Wherein Moominmama learns about Black rodeos and gets back on her feet for a little hiking...

Moominmama returned to Cody this week to restock her larder on her day off. With my ankle on the mend, I ventured into the Buffalo Bill Center of the West. The museum prominently advertises itself as an affiliate of the Smithsonian Institution, perhaps for those of us worried about a Buffalo Bill-style show.

What caught my attention was a photography exhibit on Black rodeos and Black cowboys. I've been reading a book called "The Black West" by William Loren Katz, which looks at the history of Black people in the western U.S. starting with the Black men who traveled to the Americas with the Spanish explorers.

An estimated one in four cowboys in the American West were Black -- yet they're all but written out of the iconography. Black families were very much part of the westward expansion, especially after the Civil War, with many newly freed men who'd cared for horses and other animals able to transfer their skills to the ranches of the west.
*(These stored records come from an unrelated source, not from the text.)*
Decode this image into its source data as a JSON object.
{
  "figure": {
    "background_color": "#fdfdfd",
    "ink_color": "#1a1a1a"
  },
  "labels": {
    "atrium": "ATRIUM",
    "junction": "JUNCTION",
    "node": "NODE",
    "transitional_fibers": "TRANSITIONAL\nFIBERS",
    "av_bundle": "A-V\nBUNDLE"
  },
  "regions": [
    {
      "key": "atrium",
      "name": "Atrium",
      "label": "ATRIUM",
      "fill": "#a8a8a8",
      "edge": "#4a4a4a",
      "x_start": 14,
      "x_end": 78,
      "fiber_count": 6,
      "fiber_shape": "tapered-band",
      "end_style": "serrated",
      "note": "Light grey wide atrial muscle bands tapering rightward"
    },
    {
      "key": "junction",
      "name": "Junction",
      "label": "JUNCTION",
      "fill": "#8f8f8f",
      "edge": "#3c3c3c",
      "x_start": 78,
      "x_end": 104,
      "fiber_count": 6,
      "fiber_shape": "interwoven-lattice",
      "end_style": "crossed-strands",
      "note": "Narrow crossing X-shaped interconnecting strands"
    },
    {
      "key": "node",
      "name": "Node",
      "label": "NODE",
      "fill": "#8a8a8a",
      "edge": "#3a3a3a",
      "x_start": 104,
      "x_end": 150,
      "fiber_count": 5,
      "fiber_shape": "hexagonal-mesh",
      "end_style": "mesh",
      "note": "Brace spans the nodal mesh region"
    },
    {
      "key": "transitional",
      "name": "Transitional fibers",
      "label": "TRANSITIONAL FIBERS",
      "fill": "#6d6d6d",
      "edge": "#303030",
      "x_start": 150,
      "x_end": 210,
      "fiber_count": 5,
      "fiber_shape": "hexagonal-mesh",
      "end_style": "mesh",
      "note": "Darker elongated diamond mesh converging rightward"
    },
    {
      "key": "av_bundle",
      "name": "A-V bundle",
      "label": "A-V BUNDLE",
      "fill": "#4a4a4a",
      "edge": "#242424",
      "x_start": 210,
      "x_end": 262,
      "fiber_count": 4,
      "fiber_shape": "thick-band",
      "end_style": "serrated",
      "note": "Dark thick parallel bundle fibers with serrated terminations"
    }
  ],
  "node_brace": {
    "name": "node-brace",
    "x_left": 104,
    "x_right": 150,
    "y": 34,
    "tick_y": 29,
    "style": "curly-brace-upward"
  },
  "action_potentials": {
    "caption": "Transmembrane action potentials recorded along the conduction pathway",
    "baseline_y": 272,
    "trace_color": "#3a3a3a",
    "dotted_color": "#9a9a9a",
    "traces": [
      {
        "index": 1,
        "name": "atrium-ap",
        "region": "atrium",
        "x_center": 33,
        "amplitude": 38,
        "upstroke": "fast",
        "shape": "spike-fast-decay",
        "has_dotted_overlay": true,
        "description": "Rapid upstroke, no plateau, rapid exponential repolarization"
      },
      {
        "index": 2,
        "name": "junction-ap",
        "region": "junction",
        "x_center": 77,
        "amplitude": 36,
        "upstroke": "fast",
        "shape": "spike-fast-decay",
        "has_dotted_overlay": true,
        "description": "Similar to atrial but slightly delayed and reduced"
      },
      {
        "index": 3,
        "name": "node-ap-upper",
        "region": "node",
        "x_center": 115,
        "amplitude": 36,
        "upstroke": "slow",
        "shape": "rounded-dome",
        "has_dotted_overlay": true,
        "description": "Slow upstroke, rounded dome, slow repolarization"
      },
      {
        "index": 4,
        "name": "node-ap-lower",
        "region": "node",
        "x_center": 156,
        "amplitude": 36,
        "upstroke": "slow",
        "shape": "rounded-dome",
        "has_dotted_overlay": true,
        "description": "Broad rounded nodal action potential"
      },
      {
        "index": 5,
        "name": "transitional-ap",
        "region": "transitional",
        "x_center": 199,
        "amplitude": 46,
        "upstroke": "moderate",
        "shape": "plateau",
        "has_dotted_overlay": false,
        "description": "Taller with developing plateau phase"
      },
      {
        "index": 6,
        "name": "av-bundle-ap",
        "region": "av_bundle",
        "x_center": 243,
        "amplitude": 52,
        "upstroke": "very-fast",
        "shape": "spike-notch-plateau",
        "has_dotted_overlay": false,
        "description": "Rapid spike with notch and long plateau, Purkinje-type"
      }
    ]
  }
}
They rode and wrangled cattle same as any cowboy, but Jim Crow laws kept them from competing in white rodeos -- and so a tradition of Black rodeos began. Oklahoma claims the oldest continuously held Black rodeo in the U.S. started in 1956. 
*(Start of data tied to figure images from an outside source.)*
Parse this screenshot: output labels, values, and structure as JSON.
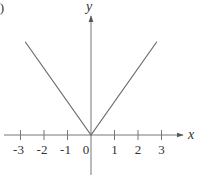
{
  "figure": {
    "panel_label": "a)"
  },
  "chart_data": {
    "type": "line",
    "title": "",
    "function": "y = |x|",
    "xlabel": "x",
    "ylabel": "y",
    "xlim": [
      -3.9,
      4.0
    ],
    "ylim": [
      -1.2,
      3.6
    ],
    "grid": false,
    "legend": null,
    "x_ticks": [
      -3,
      -2,
      -1,
      0,
      1,
      2,
      3
    ],
    "x_tick_labels": [
      "-3",
      "-2",
      "-1",
      "0",
      "1",
      "2",
      "3"
    ],
    "y_ticks": [],
    "series": [
      {
        "name": "y = |x|",
        "color": "#6b6b6b",
        "x": [
          -2.8,
          0,
          2.8
        ],
        "y": [
          2.8,
          0,
          2.8
        ]
      }
    ]
  }
}
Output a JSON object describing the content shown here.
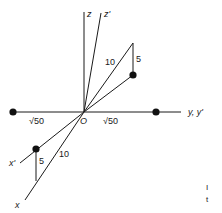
{
  "figure": {
    "axes": {
      "z": "z",
      "z_prime": "z'",
      "y": "y, y'",
      "x": "x",
      "x_prime": "x'",
      "origin": "O"
    },
    "lengths": {
      "upper_hyp": "10",
      "upper_leg": "5",
      "lower_hyp": "10",
      "lower_leg": "5",
      "left_y": "√50",
      "right_y": "√50"
    },
    "colors": {
      "line": "#1a1a1a",
      "point": "#111111",
      "background": "#ffffff"
    },
    "margin_marks": [
      "I",
      "t"
    ]
  }
}
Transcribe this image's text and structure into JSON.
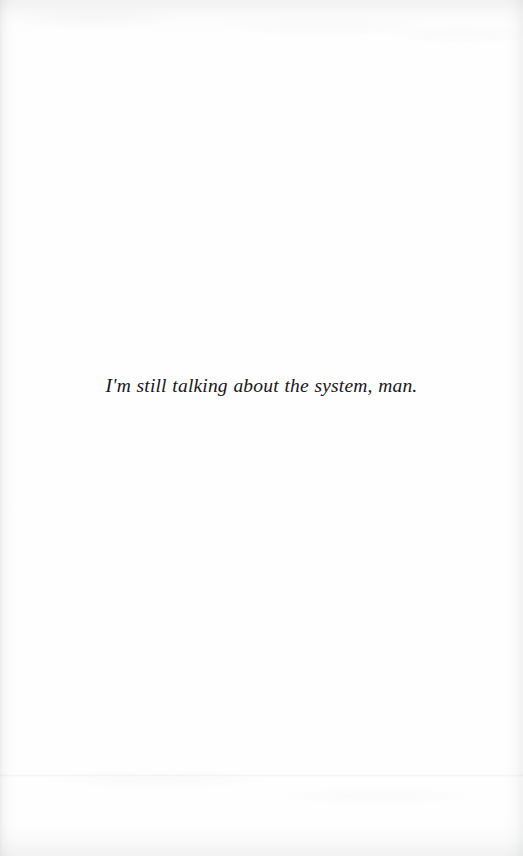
{
  "page": {
    "kind": "scanned-book-page",
    "width": 523,
    "height": 856,
    "background_color": "#fefefe",
    "ink_color": "#17171a",
    "scan_edge_tint": "#9ea0a4"
  },
  "content": {
    "epigraph": {
      "text": "I'm still talking about the system, man.",
      "style": "italic",
      "alignment": "center"
    }
  }
}
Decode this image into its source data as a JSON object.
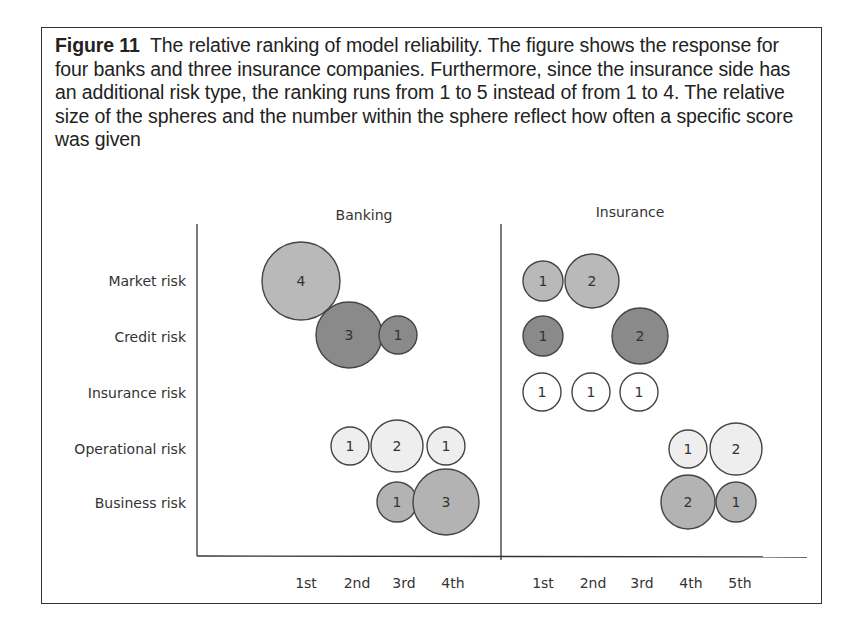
{
  "caption": {
    "label": "Figure 11",
    "text": "The relative ranking of model reliability. The figure shows the response for four banks and three insurance companies. Furthermore, since the insurance side has an additional risk type, the ranking runs from 1 to 5 instead of from 1 to 4. The relative size of the spheres and the number within the sphere reflect how often a specific score was given"
  },
  "colors": {
    "market": "#b9b9b9",
    "credit": "#8a8a8a",
    "insurance": "#ffffff",
    "operational": "#eeeeee",
    "business": "#b3b3b3",
    "stroke": "#444444"
  },
  "chart_data": {
    "type": "bubble",
    "title": "The relative ranking of model reliability",
    "panels": [
      "Banking",
      "Insurance"
    ],
    "rows": [
      "Market risk",
      "Credit risk",
      "Insurance risk",
      "Operational risk",
      "Business risk"
    ],
    "banking_ranks": [
      "1st",
      "2nd",
      "3rd",
      "4th"
    ],
    "insurance_ranks": [
      "1st",
      "2nd",
      "3rd",
      "4th",
      "5th"
    ],
    "banking": {
      "Market risk": {
        "1st": 4
      },
      "Credit risk": {
        "2nd": 3,
        "3rd": 1
      },
      "Insurance risk": {},
      "Operational risk": {
        "2nd": 1,
        "3rd": 2,
        "4th": 1
      },
      "Business risk": {
        "3rd": 1,
        "4th": 3
      }
    },
    "insurance": {
      "Market risk": {
        "1st": 1,
        "2nd": 2
      },
      "Credit risk": {
        "1st": 1,
        "3rd": 2
      },
      "Insurance risk": {
        "1st": 1,
        "2nd": 1,
        "3rd": 1
      },
      "Operational risk": {
        "4th": 1,
        "5th": 2
      },
      "Business risk": {
        "4th": 2,
        "5th": 1
      }
    },
    "bubbles": [
      {
        "panel": "Banking",
        "row": "Market risk",
        "x": 301,
        "y": 281,
        "r": 39,
        "value": "4",
        "fill": "market"
      },
      {
        "panel": "Banking",
        "row": "Credit risk",
        "x": 349,
        "y": 335,
        "r": 33,
        "value": "3",
        "fill": "credit"
      },
      {
        "panel": "Banking",
        "row": "Credit risk",
        "x": 398,
        "y": 335,
        "r": 19,
        "value": "1",
        "fill": "credit"
      },
      {
        "panel": "Banking",
        "row": "Operational risk",
        "x": 350,
        "y": 446,
        "r": 19,
        "value": "1",
        "fill": "operational"
      },
      {
        "panel": "Banking",
        "row": "Operational risk",
        "x": 397,
        "y": 446,
        "r": 26,
        "value": "2",
        "fill": "operational"
      },
      {
        "panel": "Banking",
        "row": "Operational risk",
        "x": 446,
        "y": 446,
        "r": 19,
        "value": "1",
        "fill": "operational"
      },
      {
        "panel": "Banking",
        "row": "Business risk",
        "x": 397,
        "y": 502,
        "r": 20,
        "value": "1",
        "fill": "business"
      },
      {
        "panel": "Banking",
        "row": "Business risk",
        "x": 446,
        "y": 502,
        "r": 33,
        "value": "3",
        "fill": "business"
      },
      {
        "panel": "Insurance",
        "row": "Market risk",
        "x": 543,
        "y": 281,
        "r": 20,
        "value": "1",
        "fill": "market"
      },
      {
        "panel": "Insurance",
        "row": "Market risk",
        "x": 592,
        "y": 281,
        "r": 27,
        "value": "2",
        "fill": "market"
      },
      {
        "panel": "Insurance",
        "row": "Credit risk",
        "x": 543,
        "y": 336,
        "r": 20,
        "value": "1",
        "fill": "credit"
      },
      {
        "panel": "Insurance",
        "row": "Credit risk",
        "x": 640,
        "y": 336,
        "r": 28,
        "value": "2",
        "fill": "credit"
      },
      {
        "panel": "Insurance",
        "row": "Insurance risk",
        "x": 542,
        "y": 392,
        "r": 19,
        "value": "1",
        "fill": "insurance"
      },
      {
        "panel": "Insurance",
        "row": "Insurance risk",
        "x": 591,
        "y": 392,
        "r": 19,
        "value": "1",
        "fill": "insurance"
      },
      {
        "panel": "Insurance",
        "row": "Insurance risk",
        "x": 639,
        "y": 392,
        "r": 19,
        "value": "1",
        "fill": "insurance"
      },
      {
        "panel": "Insurance",
        "row": "Operational risk",
        "x": 688,
        "y": 449,
        "r": 19,
        "value": "1",
        "fill": "operational"
      },
      {
        "panel": "Insurance",
        "row": "Operational risk",
        "x": 736,
        "y": 449,
        "r": 26,
        "value": "2",
        "fill": "operational"
      },
      {
        "panel": "Insurance",
        "row": "Business risk",
        "x": 688,
        "y": 502,
        "r": 27,
        "value": "2",
        "fill": "business"
      },
      {
        "panel": "Insurance",
        "row": "Business risk",
        "x": 736,
        "y": 502,
        "r": 20,
        "value": "1",
        "fill": "business"
      }
    ],
    "row_y": [
      281,
      336,
      392,
      448,
      502
    ],
    "banking_x": [
      306,
      357,
      403,
      453
    ],
    "insurance_x": [
      545,
      593,
      642,
      691,
      740
    ],
    "xlabel": "",
    "ylabel": ""
  }
}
And that is only one of many, featuring traditional skills like calf roping, bull riding, barrel racing and a thrilling team sport called Pony Express, where horseback riders go pell mell around the ring passing a baton to a fresh rider who has to catch up, take the baton and circle ahead until the next rider takes the baton another round. Here's a link to a Youtube video so you can see what I mean: https://www.youtube.com/watch?v=aNjZZRbXZhU

Photographer Ivan McClellan has visited many Black rodeos throughout the West to document modern-day Black cowboys and cowgirls. As he explains, he grew up in Kansas where Black people worked the land, cared for livestock and saw themselves as cowboys -- but he rarely saw this reality reflected in the media. Having discovered Black rodeo in 2015, his goal is to showcase this aspect of Black life and enlarge the American cowboy narrative.

His photographs are striking, both the images and how they are accompanied by details about the lives of Black horsemen and women. This includes photos and stories of a rider, Erin Brown, who's working to preserve a riding club in Philadelphia known as the Fletcher Street Urban Riding Club. The club is featured in a new movie on Netflix: Concrete Cowboy.

McClellan calls his exhibit: "8/seconds: Black Cowboys In America." Why eight seconds? Because that's how long a bull rider has to stay on the bull to score in a rodeo. I invite you to visit his website since I don't want to appropriate his art on my blog! https://eightsecs.com/

This exhibit was by far the best thing in the museum in Moominmama's opinion! But a stronger ankle has also allowed me to spend more time in nature, with some easy hikes this week to see things off the beaten path, including this natural stone bridge.

It felt great to enjoy Yellowstone -- its woods and lakes and fields -- during the last warm afternoons before I leave. My final day will be Tuesday, unless Monday's forecasted snow prevents my departure! (Update: Moominmama is leaving today to avoid the snowstorm and should be facing only rain once I escape Yellowstone's elevation.)

I end here with a vista from my hike out to Shoshone Lake! Nothing steaming, bubbling or erupting, with the biggest hazard being stepping in bison poop.